Speaking to VOA's Korean Service on Thursday in a phone interview, Lee Jung-hoon, the South Korean Foreign Ministry's ambassador for human rights in North Korea, said the first and foremost step in solving gross violations of human rights in the reclusive state is bringing the Kim Jong Un regime before the International Criminal Court (ICC). He urged the international community to ramp up efforts to bring Pyongyang to account.

2014 effort failed

In 2014, the U.N. General Assembly voted to refer the Kim regime to the ICC for crimes against humanity, but the resolution stalled in the U.N. Security Council. Beijing and Moscow, the council's members that are North Korea's longstanding allies, reportedly vetoed the measure.
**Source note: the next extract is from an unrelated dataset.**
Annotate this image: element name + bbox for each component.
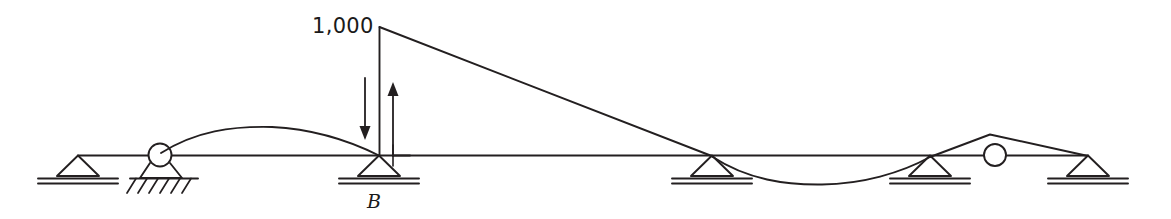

"The international community should continue to pursue a referral of the situation in North Korea to the International Criminal Court by convincing China and Russia to bring forth the Security Council's full-on action to tackle the North Korean human rights issue," Lee said. "And when that referral takes place, I expect a tremendous progress."

Describing ongoing human rights abuses as "the worst criminal acts" under international law, Lee equated atrocities taking place in the North — torture, arbitrary detention, enslavement, forced labor and murder — with the Holocaust, a genocide in which roughly 6 million Jews were systematically killed by Nazi Germany during the World War II.

A damning 2014 U.N. Commission of Inquiry report detailing wide-ranging abuses in the North found that "The gravity, scale and nature of these violations reveal a state that does not have any parallel in the contemporary world."

The ambassador also recommended the establishment of an ad hoc international tribunal, similar to those employed to investigate genocide in Cambodia and the former Yugoslavia.

"In the case of the Cambodia Tribunal, the country's national judicial authority in conjunction with the United Nations set up a so-called hybrid court," Lee said of the institution used to try the Khmer Rouge for crimes perpetrated during the Cambodian genocide. "Such a court could also be installed as part of an effort to end the North Korean human rights crisis."

North Korea Freedom Week

The South Korean ambassador's comments came during North Korea Freedom Week in Washington, which has been held annually since 2004. The event brings together North Korea defectors who have resettled throughout Asia, Europe and the United States.

As part of the week's program, South Korea's Foreign Ministry organized the World Congress for North Korean Defectors in Washington on Thursday, where Lee called on defectors or victims of Pyongyang's behavior to unite and come to the forefront to hold the abusive and repressive state accountable.

The first World Congress for North Korean defectors was held in Brussels earlier this week, with 30 representatives in attendance, to discuss human rights violations in North Korea.

Also on Thursday, North Korea agreed to a visit by the U.N. expert on the human rights of people with disabilities, the United Nations said. The agreement comes after years of criticism of Pyongyang's record from the U.N. Human Rights Council.

Catalina Devandas-Aguilar will be the first independent expert designated by the council to visit North Korea, which has consistently denounced the council's resolutions as a conspiracy by the United States and other "hostile forces." She will visit North Korea from May 3-8.